I hope that Jacques Distler doesn't mind if I quote his comment here. I could have typed something myself, but his summary is pretty clear:
Tags vs elements:
<p>
and</p>
are tags.
<p>Some text</p>
is an element.In HTML some elements (in some circumstances) may omit their closing tags.
In X(HT)ML, all elements must have closing tags, though empty elements can have abbreviated "short" tags:
<p></p>
is equivalent to<p />
. Note that this abbreviation, is strictly speaking not legal HTML. In HTML, the closing tag is often optional (and hence can just be omitted), but it can't be abbreviated as above.
For example, you may not omit the HTML
(and BODY
and HEAD
) element in HTML 4.01, but you may omit both start and end tags.
For example, you may not omit the HTML (and BODY and HEAD) element in HTML 4.01, but you may omit both start and end tags.
I don't really get this part. Omiting both HTML and BODY start and end tags is like practically impossible (if you want a good structured document).
See one of my @import tests for an example of that.
HTML allows you to omit the (start or) end tags when it is obvious where the element (begins or) ends.
For instance, consider
<p>Some text <p>Some more text <ul> <li>A list item <li>Another list item </ul>
This is precisely equivalent to
<p>Some text</p> <p>Some more text</p> <ul> <li>A list item</li> <li>Another list item</li> </ul>
We can omit the closing </p>
tags because paragraphs cannot contain other block-level elements. Hence we know that the paragraph element ends as soon as we encounter the start tag of another block-level element.
Similarly, we can omit the closing </li>
tag above because we know that the list item element comes to an end whenever we encounter another <li>
tag or the closing </ul>
tag.
These rules are perfectly unambiguous. They may be harder to learn that the rules of XML, but they are every bit as well-defined. They are also purportedly harder to parse, but that is silliness. You parse XML with an off-the-shelf XML parser, and you parse HTML with an off-the-shelf SGML parser. Both run very fast, and sport similar APIs.
By the way, this page is currently invalid because of a stray Windows-1252
character in what is purportedly an ISO-8859-1
document (per your Content-Type
HTTP header).
I've fixed this problem in MovableType. I would have thought WordPress would have an out-of-the-box solution, as XHTML-validity is one of its selling points.
Fixed that, thanks!
Oh, and by the way, WordPress seems to swallow carriage returns. The above snippets of HTML had carriage returns in the <pre>
element. These previewed OK, but disappeared from the posted version of the comment.
I presume that's a "bug", not a "feature."
Ok, well after reading the specification I understand it a lot better: Elements (the link might be usefull).
This is something I've tried to explain to folks without much success... The notion of an element being present in a document without being present in the source code is not something people generally understand - to the level that W3C actually changed the structure of tables to be less strict in [XHTML1.0] than it is in [HTML 4.01] with regards to the tbody
element.
As for the element termination issue, I did a comparison between HTML and XHTML parsing to illustrate the problem of structure trees when you are using autotermination of non-empty tags (p
) in tagsoup parsers compared to XML parsers (wellformed XML, invalid HTML and XHTML, radically different structure trees).
As for the difference between tags and elements I must admit I still sometimes use the word "tag" when I mean "element" just from habit. When you've been using HTML since 1995 it's hard to relearn terminology that has been used incorrectly in everyday use.
HTML is also an element. Elements are both start tag, end tag, contents and attributes.
Bah, it should be possible to edit comments! That should read HTML (which is an element, with both start tag, end tag, contents and attributes)!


ASSIGNMENT. Whichever lines of the entries hold the word "name" should be identified and copied.
--
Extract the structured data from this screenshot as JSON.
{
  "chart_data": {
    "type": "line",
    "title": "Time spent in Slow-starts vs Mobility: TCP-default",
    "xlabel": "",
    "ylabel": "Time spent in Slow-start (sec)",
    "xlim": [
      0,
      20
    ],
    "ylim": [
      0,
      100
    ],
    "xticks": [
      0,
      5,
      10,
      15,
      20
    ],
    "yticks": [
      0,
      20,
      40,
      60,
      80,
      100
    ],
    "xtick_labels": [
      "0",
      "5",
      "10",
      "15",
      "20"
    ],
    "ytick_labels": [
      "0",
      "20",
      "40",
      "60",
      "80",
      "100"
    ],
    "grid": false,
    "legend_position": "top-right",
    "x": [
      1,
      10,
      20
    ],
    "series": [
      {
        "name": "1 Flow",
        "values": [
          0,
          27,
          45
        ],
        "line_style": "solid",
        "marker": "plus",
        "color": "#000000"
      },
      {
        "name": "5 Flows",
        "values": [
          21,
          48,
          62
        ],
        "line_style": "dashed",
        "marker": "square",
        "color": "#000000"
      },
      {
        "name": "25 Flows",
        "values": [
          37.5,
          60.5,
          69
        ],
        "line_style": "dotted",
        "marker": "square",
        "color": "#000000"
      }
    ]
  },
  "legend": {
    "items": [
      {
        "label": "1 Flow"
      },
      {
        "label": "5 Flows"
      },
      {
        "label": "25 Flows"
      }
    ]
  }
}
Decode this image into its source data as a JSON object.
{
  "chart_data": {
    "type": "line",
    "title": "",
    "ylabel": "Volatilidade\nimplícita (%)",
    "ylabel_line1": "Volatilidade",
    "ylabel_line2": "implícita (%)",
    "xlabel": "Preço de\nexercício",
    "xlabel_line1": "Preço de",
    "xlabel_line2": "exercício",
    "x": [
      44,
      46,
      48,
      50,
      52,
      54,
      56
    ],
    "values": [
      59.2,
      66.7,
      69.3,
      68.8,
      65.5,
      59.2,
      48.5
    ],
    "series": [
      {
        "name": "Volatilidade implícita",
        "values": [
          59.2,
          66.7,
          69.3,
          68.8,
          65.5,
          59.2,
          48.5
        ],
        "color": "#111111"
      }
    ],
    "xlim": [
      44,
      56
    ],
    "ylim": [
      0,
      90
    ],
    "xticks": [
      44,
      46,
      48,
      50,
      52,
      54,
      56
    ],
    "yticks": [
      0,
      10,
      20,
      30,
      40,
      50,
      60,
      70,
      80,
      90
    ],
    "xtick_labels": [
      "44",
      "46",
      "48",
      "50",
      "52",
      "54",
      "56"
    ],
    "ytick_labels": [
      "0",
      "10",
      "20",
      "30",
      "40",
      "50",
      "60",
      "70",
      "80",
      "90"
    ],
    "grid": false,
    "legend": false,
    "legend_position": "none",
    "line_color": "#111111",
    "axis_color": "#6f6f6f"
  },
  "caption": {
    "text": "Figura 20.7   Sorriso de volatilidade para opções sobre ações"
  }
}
--
SOLVED PROBLEM.
        "name": "1 Flow",
        "name": "5 Flows",
        "name": "25 Flows",
        "name": "Volatilidade implícita",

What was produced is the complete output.